EXERCISE DESCRIPTION:
The goal is to restate all of the records below word for word.

Saved data entries:
····················

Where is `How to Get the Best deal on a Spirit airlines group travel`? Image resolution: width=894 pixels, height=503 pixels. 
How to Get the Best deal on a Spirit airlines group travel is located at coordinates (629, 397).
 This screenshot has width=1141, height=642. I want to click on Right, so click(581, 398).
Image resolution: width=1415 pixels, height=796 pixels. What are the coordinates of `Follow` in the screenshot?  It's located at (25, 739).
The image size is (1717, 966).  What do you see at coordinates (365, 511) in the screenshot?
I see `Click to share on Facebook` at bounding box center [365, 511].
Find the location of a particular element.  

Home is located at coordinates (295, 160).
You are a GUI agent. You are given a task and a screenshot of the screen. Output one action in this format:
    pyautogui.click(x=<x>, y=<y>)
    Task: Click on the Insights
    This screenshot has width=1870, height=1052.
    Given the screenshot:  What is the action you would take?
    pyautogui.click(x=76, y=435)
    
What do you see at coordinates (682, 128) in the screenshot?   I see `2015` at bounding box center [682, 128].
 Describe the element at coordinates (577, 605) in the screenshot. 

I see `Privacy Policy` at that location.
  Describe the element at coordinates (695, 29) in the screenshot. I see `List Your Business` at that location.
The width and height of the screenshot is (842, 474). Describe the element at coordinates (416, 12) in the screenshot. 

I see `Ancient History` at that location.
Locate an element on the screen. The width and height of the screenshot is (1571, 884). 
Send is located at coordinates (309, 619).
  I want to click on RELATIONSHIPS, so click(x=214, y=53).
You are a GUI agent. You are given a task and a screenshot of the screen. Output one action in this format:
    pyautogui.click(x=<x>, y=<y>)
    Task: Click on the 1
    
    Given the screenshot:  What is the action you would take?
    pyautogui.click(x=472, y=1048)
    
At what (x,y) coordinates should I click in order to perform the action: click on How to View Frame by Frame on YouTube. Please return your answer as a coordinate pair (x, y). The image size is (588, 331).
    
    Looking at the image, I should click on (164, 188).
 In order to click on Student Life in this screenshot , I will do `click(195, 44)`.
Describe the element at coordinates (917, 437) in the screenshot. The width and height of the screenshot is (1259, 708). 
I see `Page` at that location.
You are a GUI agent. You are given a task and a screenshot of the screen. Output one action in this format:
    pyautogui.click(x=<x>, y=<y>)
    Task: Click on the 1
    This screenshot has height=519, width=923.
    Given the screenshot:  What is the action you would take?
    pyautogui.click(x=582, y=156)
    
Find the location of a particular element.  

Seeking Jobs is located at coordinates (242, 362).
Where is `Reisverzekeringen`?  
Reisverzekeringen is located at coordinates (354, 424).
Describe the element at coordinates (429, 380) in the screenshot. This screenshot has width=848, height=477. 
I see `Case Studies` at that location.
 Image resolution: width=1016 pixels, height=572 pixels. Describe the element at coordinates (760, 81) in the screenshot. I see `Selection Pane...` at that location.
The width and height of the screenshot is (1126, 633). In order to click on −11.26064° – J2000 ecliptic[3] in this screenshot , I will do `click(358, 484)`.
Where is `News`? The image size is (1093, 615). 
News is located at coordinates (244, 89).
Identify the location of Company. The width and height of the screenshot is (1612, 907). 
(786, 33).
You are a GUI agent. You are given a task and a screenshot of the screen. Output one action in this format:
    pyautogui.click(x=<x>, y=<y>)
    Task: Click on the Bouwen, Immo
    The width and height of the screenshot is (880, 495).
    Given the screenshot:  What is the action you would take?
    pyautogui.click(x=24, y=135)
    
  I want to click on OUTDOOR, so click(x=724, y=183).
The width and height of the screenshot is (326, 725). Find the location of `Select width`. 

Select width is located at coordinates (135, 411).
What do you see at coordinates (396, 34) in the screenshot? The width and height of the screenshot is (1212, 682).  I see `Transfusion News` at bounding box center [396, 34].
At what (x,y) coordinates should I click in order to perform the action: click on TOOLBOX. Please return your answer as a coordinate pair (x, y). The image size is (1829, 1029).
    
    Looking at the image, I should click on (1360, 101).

····················

ANSWER TO THIS EXERCISE:
Where is `How to Get the Best deal on a Spirit airlines group travel`? Image resolution: width=894 pixels, height=503 pixels. 
How to Get the Best deal on a Spirit airlines group travel is located at coordinates (629, 397).
 This screenshot has width=1141, height=642. I want to click on Right, so click(581, 398).
Image resolution: width=1415 pixels, height=796 pixels. What are the coordinates of `Follow` in the screenshot?  It's located at (25, 739).
The image size is (1717, 966).  What do you see at coordinates (365, 511) in the screenshot?
I see `Click to share on Facebook` at bounding box center [365, 511].
Find the location of a particular element.  

Home is located at coordinates (295, 160).
You are a GUI agent. You are given a task and a screenshot of the screen. Output one action in this format:
    pyautogui.click(x=<x>, y=<y>)
    Task: Click on the Insights
    This screenshot has width=1870, height=1052.
    Given the screenshot:  What is the action you would take?
    pyautogui.click(x=76, y=435)
    
What do you see at coordinates (682, 128) in the screenshot?   I see `2015` at bounding box center [682, 128].
 Describe the element at coordinates (577, 605) in the screenshot. 

I see `Privacy Policy` at that location.
  Describe the element at coordinates (695, 29) in the screenshot. I see `List Your Business` at that location.
The width and height of the screenshot is (842, 474). Describe the element at coordinates (416, 12) in the screenshot. 

I see `Ancient History` at that location.
Locate an element on the screen. The width and height of the screenshot is (1571, 884). 
Send is located at coordinates (309, 619).
  I want to click on RELATIONSHIPS, so click(x=214, y=53).
You are a GUI agent. You are given a task and a screenshot of the screen. Output one action in this format:
    pyautogui.click(x=<x>, y=<y>)
    Task: Click on the 1
    
    Given the screenshot:  What is the action you would take?
    pyautogui.click(x=472, y=1048)
    
At what (x,y) coordinates should I click in order to perform the action: click on How to View Frame by Frame on YouTube. Please return your answer as a coordinate pair (x, y). The image size is (588, 331).
    
    Looking at the image, I should click on (164, 188).
 In order to click on Student Life in this screenshot , I will do `click(195, 44)`.
Describe the element at coordinates (917, 437) in the screenshot. The width and height of the screenshot is (1259, 708). 
I see `Page` at that location.
You are a GUI agent. You are given a task and a screenshot of the screen. Output one action in this format:
    pyautogui.click(x=<x>, y=<y>)
    Task: Click on the 1
    This screenshot has height=519, width=923.
    Given the screenshot:  What is the action you would take?
    pyautogui.click(x=582, y=156)
    
Find the location of a particular element.  

Seeking Jobs is located at coordinates (242, 362).
Where is `Reisverzekeringen`?  
Reisverzekeringen is located at coordinates (354, 424).
Describe the element at coordinates (429, 380) in the screenshot. This screenshot has width=848, height=477. 
I see `Case Studies` at that location.
 Image resolution: width=1016 pixels, height=572 pixels. Describe the element at coordinates (760, 81) in the screenshot. I see `Selection Pane...` at that location.
The width and height of the screenshot is (1126, 633). In order to click on −11.26064° – J2000 ecliptic[3] in this screenshot , I will do `click(358, 484)`.
Where is `News`? The image size is (1093, 615). 
News is located at coordinates (244, 89).
Identify the location of Company. The width and height of the screenshot is (1612, 907). 
(786, 33).
You are a GUI agent. You are given a task and a screenshot of the screen. Output one action in this format:
    pyautogui.click(x=<x>, y=<y>)
    Task: Click on the Bouwen, Immo
    The width and height of the screenshot is (880, 495).
    Given the screenshot:  What is the action you would take?
    pyautogui.click(x=24, y=135)
    
  I want to click on OUTDOOR, so click(x=724, y=183).
The width and height of the screenshot is (326, 725). Find the location of `Select width`. 

Select width is located at coordinates (135, 411).
What do you see at coordinates (396, 34) in the screenshot? The width and height of the screenshot is (1212, 682).  I see `Transfusion News` at bounding box center [396, 34].
At what (x,y) coordinates should I click in order to perform the action: click on TOOLBOX. Please return your answer as a coordinate pair (x, y). The image size is (1829, 1029).
    
    Looking at the image, I should click on (1360, 101).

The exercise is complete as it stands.